October 07, 2009
   

"YE SHALL know the truth and the truth shall make you mad," wrote Aldous Huxley.

REMEMBER THE presidential race? It was only "yesterday" metaphorically speaking but it seems now like a million years ago.

Well, if you do remember, you should vividly recall Fred Thompson, the senator from Tennessee, who was also on "Law & Order" for several years as the gruff district attorney. Fred decided, well into the race, that he really didn't want to be president and dropped out fairly early. But this big, tall conservative is back in action.

He and his wife, Jeri, do a daily radio show for Westwood One, which is heard in 173 markets all over the country. Fred also just returned from Kentucky where he shot the first part of his role in Disney's upcoming feature, "Secretariat," opposite Diane Lane and John Malkovich.

In a few months, he'll be in Flint, Mich., to portray William Jennings Bryan in the feature movie "Alleged." This drama is about the famous Scopes "monkey trial" where he argues with the great Clarence Darrow about the origins of man. Brian Dennehy will play the Darrow role.

Hmmm, talk about typecasting -- Fred Thompson as William Jennings Bryan!

SOPRANO Danielle de Niese knocked them dead last night down at Le Poisson Rouge on Bleeker Street in Greenwich Village. This performance kicked off the singer's new hotly anticipated Decca recording, "The Mozart Album." She squeezed it in on her night off from her adorable performance as saucy Susanna in "The Marriage of Figaro" at the Metropolitan Opera.

Danielle, born in Australia, raised in L.A. is of Sri Lankan and Dutch parentage. She got her first break at age nine when she won a competition with a Whitney Houston medley. Danielle is in the tradition of the new opera stars -- beautiful and trim and, in December, she'll be marrying Gus Christie, the Englishman who runs the prestigious Glyndebourne Opera Festival.

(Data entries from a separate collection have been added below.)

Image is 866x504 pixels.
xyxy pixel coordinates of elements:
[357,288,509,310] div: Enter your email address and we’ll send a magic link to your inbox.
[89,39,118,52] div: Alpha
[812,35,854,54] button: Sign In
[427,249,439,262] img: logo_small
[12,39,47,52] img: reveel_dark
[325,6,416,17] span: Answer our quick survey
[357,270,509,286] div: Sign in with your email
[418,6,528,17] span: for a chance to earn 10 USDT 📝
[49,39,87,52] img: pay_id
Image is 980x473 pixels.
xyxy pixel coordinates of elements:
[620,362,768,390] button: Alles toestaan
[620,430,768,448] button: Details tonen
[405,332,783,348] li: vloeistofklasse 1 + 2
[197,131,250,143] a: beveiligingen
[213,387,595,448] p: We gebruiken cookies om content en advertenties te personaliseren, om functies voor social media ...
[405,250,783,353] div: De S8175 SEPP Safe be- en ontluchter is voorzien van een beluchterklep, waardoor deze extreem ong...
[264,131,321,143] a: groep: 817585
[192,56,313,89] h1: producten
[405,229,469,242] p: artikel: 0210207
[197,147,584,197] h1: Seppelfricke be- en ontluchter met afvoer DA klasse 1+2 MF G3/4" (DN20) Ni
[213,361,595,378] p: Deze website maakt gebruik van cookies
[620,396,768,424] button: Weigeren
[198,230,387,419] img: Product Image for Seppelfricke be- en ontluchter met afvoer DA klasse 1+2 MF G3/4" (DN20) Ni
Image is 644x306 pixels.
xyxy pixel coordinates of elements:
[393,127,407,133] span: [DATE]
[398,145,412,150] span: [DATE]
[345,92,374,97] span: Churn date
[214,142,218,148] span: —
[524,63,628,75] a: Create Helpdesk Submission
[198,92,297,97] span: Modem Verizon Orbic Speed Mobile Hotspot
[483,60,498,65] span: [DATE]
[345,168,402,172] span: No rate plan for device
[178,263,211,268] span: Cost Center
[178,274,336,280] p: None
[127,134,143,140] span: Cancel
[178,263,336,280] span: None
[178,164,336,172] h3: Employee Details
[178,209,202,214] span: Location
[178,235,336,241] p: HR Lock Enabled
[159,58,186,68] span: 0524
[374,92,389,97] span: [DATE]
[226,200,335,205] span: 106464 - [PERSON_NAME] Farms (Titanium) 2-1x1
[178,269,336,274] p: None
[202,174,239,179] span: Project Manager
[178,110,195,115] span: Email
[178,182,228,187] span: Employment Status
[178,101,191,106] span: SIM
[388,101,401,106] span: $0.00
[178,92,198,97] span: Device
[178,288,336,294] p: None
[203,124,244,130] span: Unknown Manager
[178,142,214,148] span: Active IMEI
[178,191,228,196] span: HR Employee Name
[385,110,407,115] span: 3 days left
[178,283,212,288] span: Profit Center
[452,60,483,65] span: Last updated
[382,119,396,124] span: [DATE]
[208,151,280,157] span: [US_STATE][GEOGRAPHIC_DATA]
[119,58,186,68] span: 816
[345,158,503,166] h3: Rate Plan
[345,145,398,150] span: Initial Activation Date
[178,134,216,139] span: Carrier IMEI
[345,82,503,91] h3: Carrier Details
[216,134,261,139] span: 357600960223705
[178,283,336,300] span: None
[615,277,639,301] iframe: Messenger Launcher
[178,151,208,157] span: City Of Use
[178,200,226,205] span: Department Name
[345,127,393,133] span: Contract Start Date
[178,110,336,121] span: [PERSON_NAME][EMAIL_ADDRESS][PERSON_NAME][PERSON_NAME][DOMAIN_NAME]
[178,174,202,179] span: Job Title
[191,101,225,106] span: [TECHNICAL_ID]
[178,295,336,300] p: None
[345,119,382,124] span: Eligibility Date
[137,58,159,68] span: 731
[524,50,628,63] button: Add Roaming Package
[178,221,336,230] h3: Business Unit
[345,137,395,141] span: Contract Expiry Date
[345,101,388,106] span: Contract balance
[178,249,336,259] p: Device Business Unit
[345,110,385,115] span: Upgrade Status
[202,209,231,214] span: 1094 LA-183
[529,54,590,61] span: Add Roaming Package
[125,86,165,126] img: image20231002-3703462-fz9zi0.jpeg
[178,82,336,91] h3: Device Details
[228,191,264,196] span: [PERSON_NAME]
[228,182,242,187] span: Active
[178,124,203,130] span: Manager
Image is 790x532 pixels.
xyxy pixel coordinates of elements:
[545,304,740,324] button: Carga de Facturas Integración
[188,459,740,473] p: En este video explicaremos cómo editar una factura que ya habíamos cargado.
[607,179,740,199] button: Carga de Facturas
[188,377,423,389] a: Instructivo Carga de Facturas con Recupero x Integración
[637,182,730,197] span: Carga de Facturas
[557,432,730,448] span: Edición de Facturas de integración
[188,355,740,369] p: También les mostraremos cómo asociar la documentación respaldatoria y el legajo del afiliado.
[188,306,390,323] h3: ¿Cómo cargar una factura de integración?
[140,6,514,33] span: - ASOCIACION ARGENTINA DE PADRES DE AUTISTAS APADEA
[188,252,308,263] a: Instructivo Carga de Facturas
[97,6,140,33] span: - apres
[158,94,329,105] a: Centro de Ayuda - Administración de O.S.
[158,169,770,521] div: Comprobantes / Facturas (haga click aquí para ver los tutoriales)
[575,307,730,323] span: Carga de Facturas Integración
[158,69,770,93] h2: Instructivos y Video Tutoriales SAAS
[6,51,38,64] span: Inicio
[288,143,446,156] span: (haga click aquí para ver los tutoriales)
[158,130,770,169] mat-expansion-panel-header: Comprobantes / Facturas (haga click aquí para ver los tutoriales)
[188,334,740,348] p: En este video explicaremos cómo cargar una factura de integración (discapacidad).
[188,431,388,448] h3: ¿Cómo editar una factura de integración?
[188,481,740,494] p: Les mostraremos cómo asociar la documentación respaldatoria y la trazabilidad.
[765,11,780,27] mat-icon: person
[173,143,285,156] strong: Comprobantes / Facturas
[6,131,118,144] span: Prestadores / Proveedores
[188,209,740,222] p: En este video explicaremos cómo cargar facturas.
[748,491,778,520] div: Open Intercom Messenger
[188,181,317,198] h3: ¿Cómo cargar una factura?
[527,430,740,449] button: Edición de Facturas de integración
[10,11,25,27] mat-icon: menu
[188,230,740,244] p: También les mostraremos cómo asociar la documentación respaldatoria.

This is a big week in New York for opera buffs. The late great Beverly Sills' collection of gowns, paintings, opera scores, jewelry and everything else she garnered in a lifetime goes on sale at the Doyle Galleries this very day. Bidding will be especially hot for a helmet that the Wagner Society is bent on nabbing for its own.

ARGUMENTS as to whether filmmaker Roman Polanski should get what he deserves or just waltz off into the sunset scot-free after all these years are dominating dinner tables.

But it looks as if about 80 percent of people polled think he should face the music, at last, and only the show biz crowd (ever tender-hearted) and European intellectuals are on his side.

Any day now, we will have on Wow a "Conversation" where Julia Reed, Joan Juliet Buck and yours truly debate this matter. Here are some points I wasn't smart enough to make in regard to that argument as it was happening:

Polanski acknowledged in his 1984 memoir that he caused his young 13-year-old victim "considerable pain" when he committed statutory rape on her in Hollywood. He made her submit to oral and vaginal sex, plus sodomy. But according to his biographer Chris Sandford he made little or no visible show of contrition. He was warned at the time to limit his public appearances with "nubile young actresses" during the trial. Polanski said back then that he was "a hard-working professional obliged to deal with these distractions."

After he fled from L.A. he continued to denounce what he called "bureaucratic interference" in his life.

When he left France for trips to off-limits Holland or Switzerland, he was heard to say, "I'll be home again before there's any legal nonsense." He even bought a home in Gstaad.

Sandford remarks: "No wonder, perhaps, that one of Polanski's friends told me last week that 'Roman had possibly come to believe over the last 30 years that he was less and less bound by any restrictions on his liberty." The biographer adds a P.S. "If so, it's an assumption that may yet be tested by events in the weeks ahead."

WE REPORTED here that Mariah Carey would be making an unusual Christmas album with her opera singer mother. Our friend Perez Hilton picked it up and kindly linked the story to our Wow Website. Thank you, Perez!

SPEAKING OF Christmas music, we can break the news that Barry Manilow has re-signed with Arista Records, and his first release will be "In the Swing of Christmas," which arrives in stores on Oct. 13. It'll include Barry's take on all the classics -- "Have Yourself a Merry Little Christmas," "Silver Bells," "Count Your Blessings," etc. And also Manilow's original composition "Christmas is Just Around the Corner."

In January, just as we are recovering from all the enforced goodwill, overeating and over-gifting of the holidays, Barry comes out with another CD from Arista, "The Greatest Love Songs of All Time." We don't have a track listing yet, but Barry's no slouch at recognizing a romantic tune; the album is sure to be chock full of songs to make the heart swell and break.